To use the virus metaphor again, this is like a security expert who finds exploits and reports them so they can be fixed. (Or, more closely analogous to this video, working with an individual and delivering an active but harmless virus to their computer so they will become aware of and concerned about the potential for real harm.) The grey area, somehow using invalid but persuasive arguments against people’s actual biases, is like my previous example making a virus that patches the very holes it uses to get in. Using the Dark Arts is like using those exploits to install things on people’s computers on the basis that you’re only using it to install really good software that people ought to have anyway.
So, showing someone by demonstration how a particular thought pattern serves them poorly is not what I’m talking about. That’s a good thing. (I was going to say it’s “not the Dark Arts”, but so we don’t get into arguing about the definition, I’ll just say that this is an example of something I support, while I think I’ve given enough examples of the sort of thing that I don’t support for the distinction to be clear. It is indeed pretty much what Bongo is saying. My point right now is that the two concepts are different enough that we shouldn’t be referring to them with the same term, especially a connotation-heavy one like “Dark Arts”.)
To use the virus metaphor again, this is like a security expert who finds exploits and reports them so they can be fixed. (Or, more closely analogous to this video, working with an individual and delivering an active but harmless virus to their computer so they will become aware of and concerned about the potential for real harm.) The grey area, somehow using invalid but persuasive arguments against people’s actual biases, is like my previous example making a virus that patches the very holes it uses to get in. Using the Dark Arts is like using those exploits to install things on people’s computers on the basis that you’re only using it to install really good software that people ought to have anyway.
So, showing someone by demonstration how a particular thought pattern serves them poorly is not what I’m talking about. That’s a good thing. (I was going to say it’s “not the Dark Arts”, but so we don’t get into arguing about the definition, I’ll just say that this is an example of something I support, while I think I’ve given enough examples of the sort of thing that I don’t support for the distinction to be clear. It is indeed pretty much what Bongo is saying. My point right now is that the two concepts are different enough that we shouldn’t be referring to them with the same term, especially a connotation-heavy one like “Dark Arts”.)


» Task item
After finding "I want to find person. Give me its bbox." in the data, write out its line and all following lines without change, up to and including the last one. Leave out pictures.

Records from a data source
....................

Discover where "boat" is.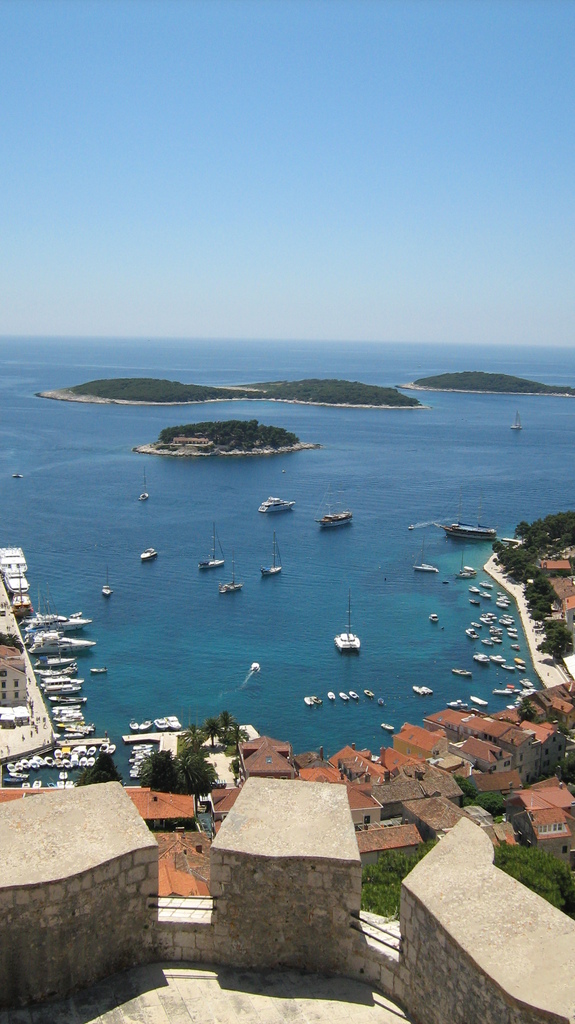
Discovered at [x1=474, y1=650, x2=485, y2=662].
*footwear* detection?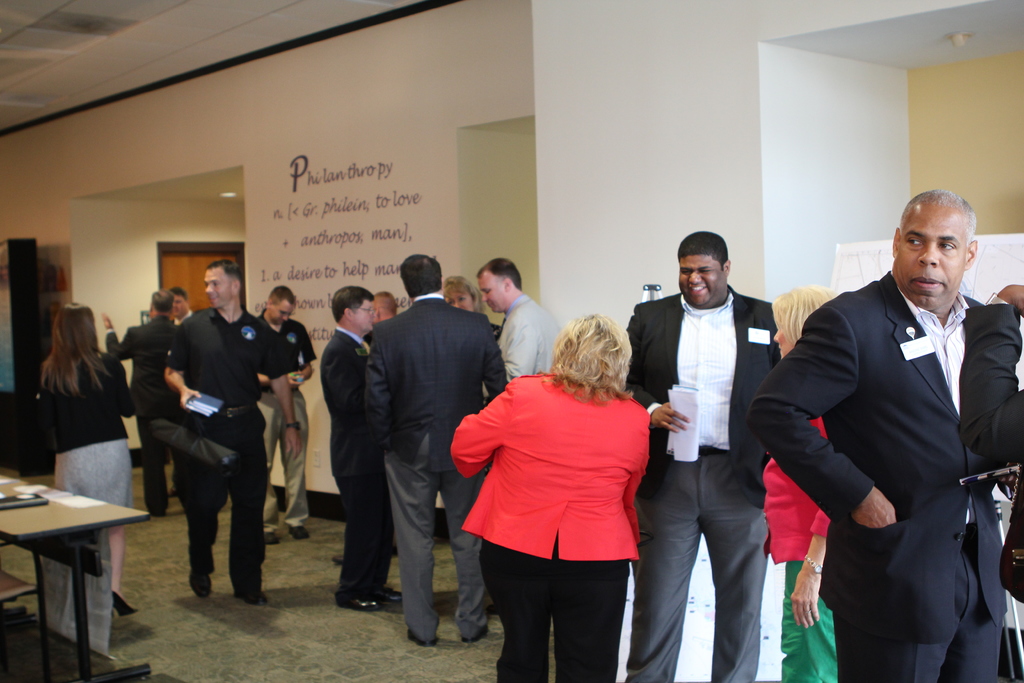
(x1=334, y1=594, x2=379, y2=607)
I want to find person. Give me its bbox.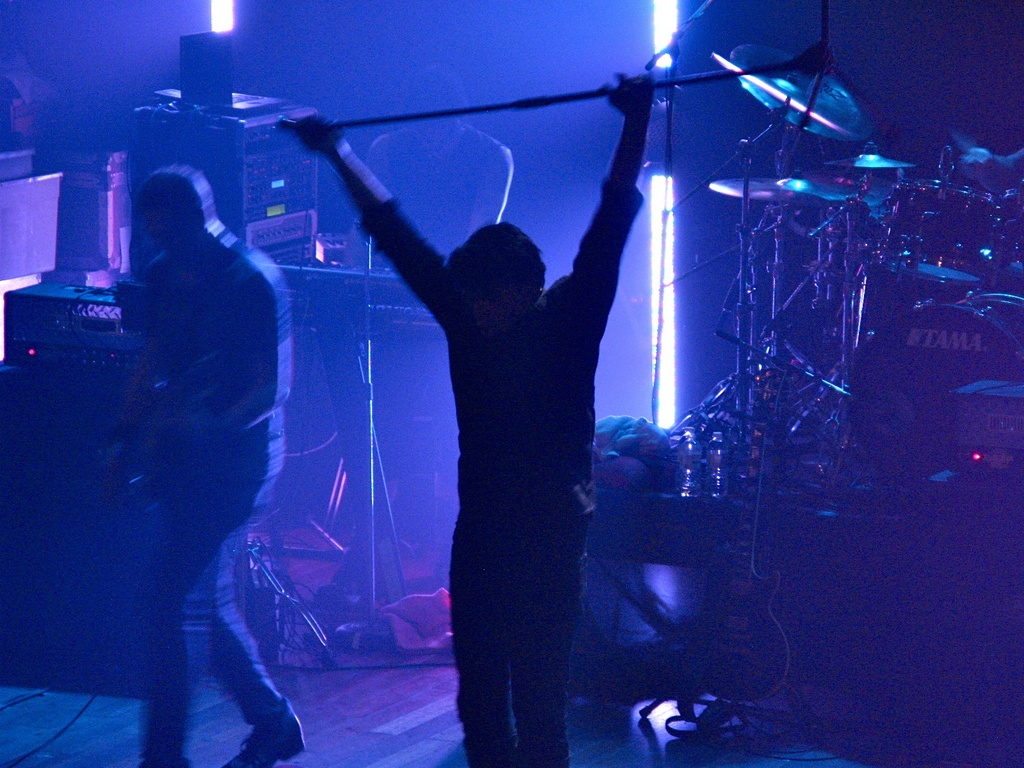
rect(287, 65, 643, 767).
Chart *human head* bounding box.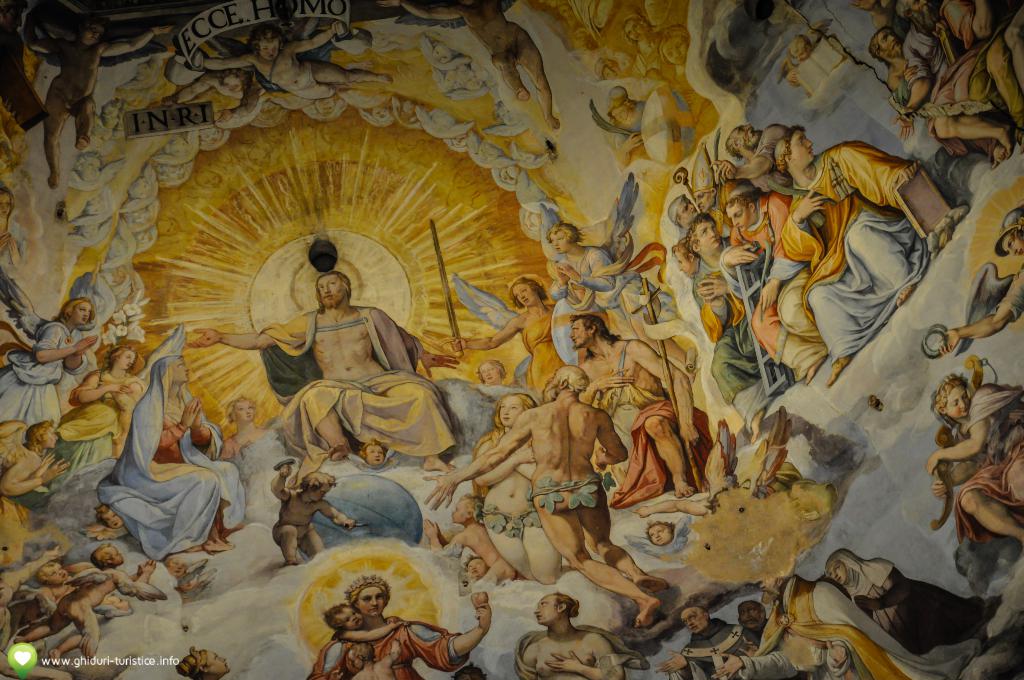
Charted: bbox(867, 26, 904, 67).
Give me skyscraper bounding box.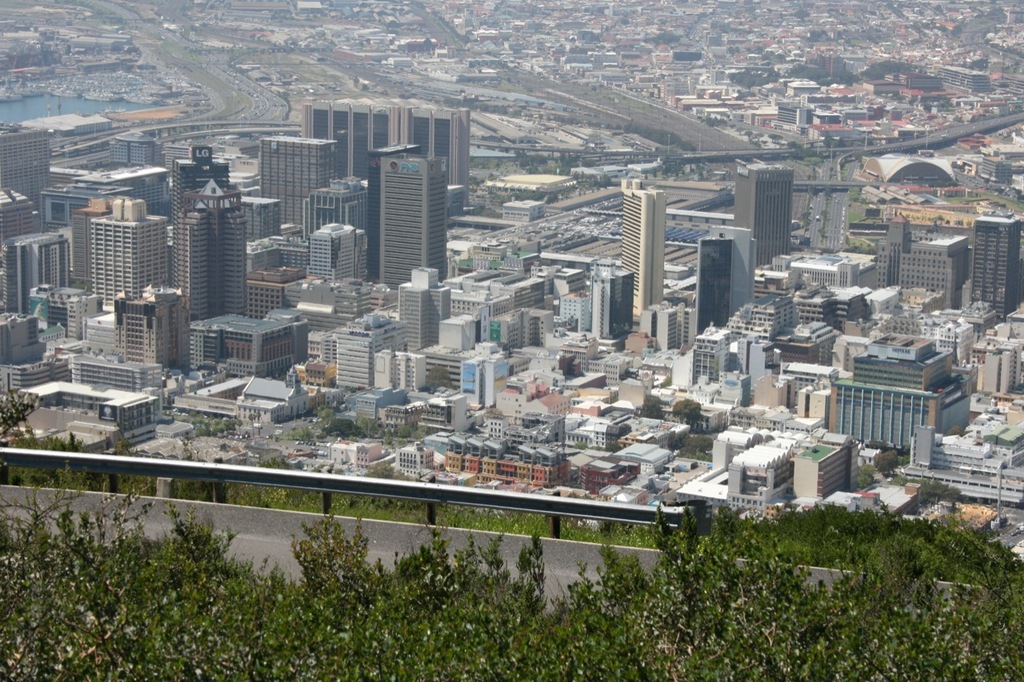
left=257, top=133, right=338, bottom=220.
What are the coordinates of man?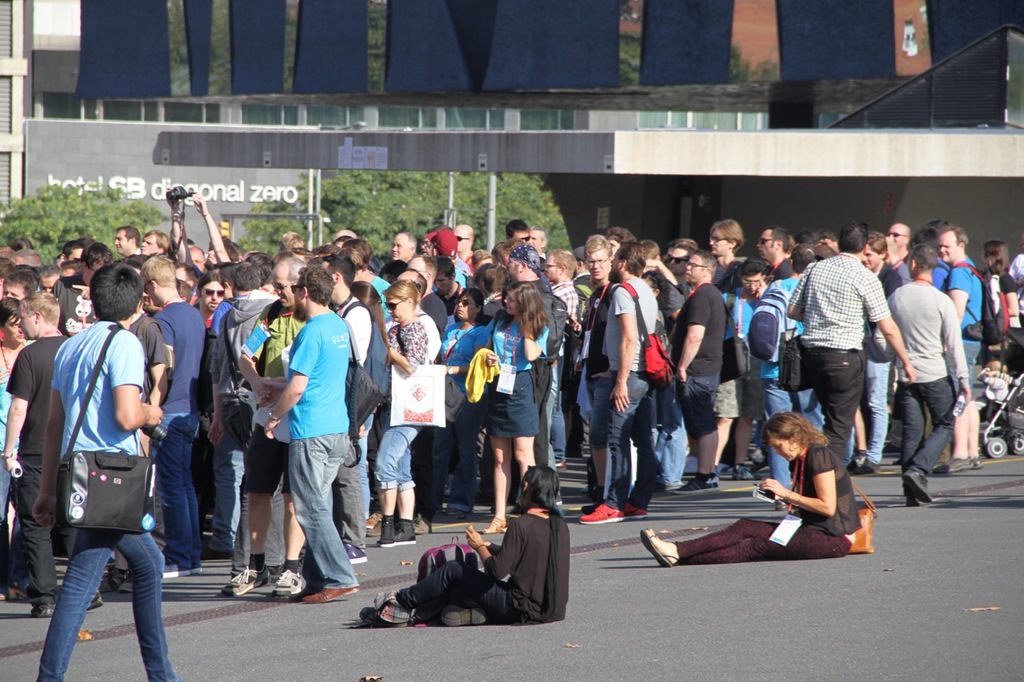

....................

» Reply
I want to find person. Give me its bbox.
rect(287, 65, 643, 767).
Chart *human head* bounding box.
Charted: bbox(867, 26, 904, 67).
Give me skyscraper bounding box.
left=257, top=133, right=338, bottom=220.
What are the coordinates of man?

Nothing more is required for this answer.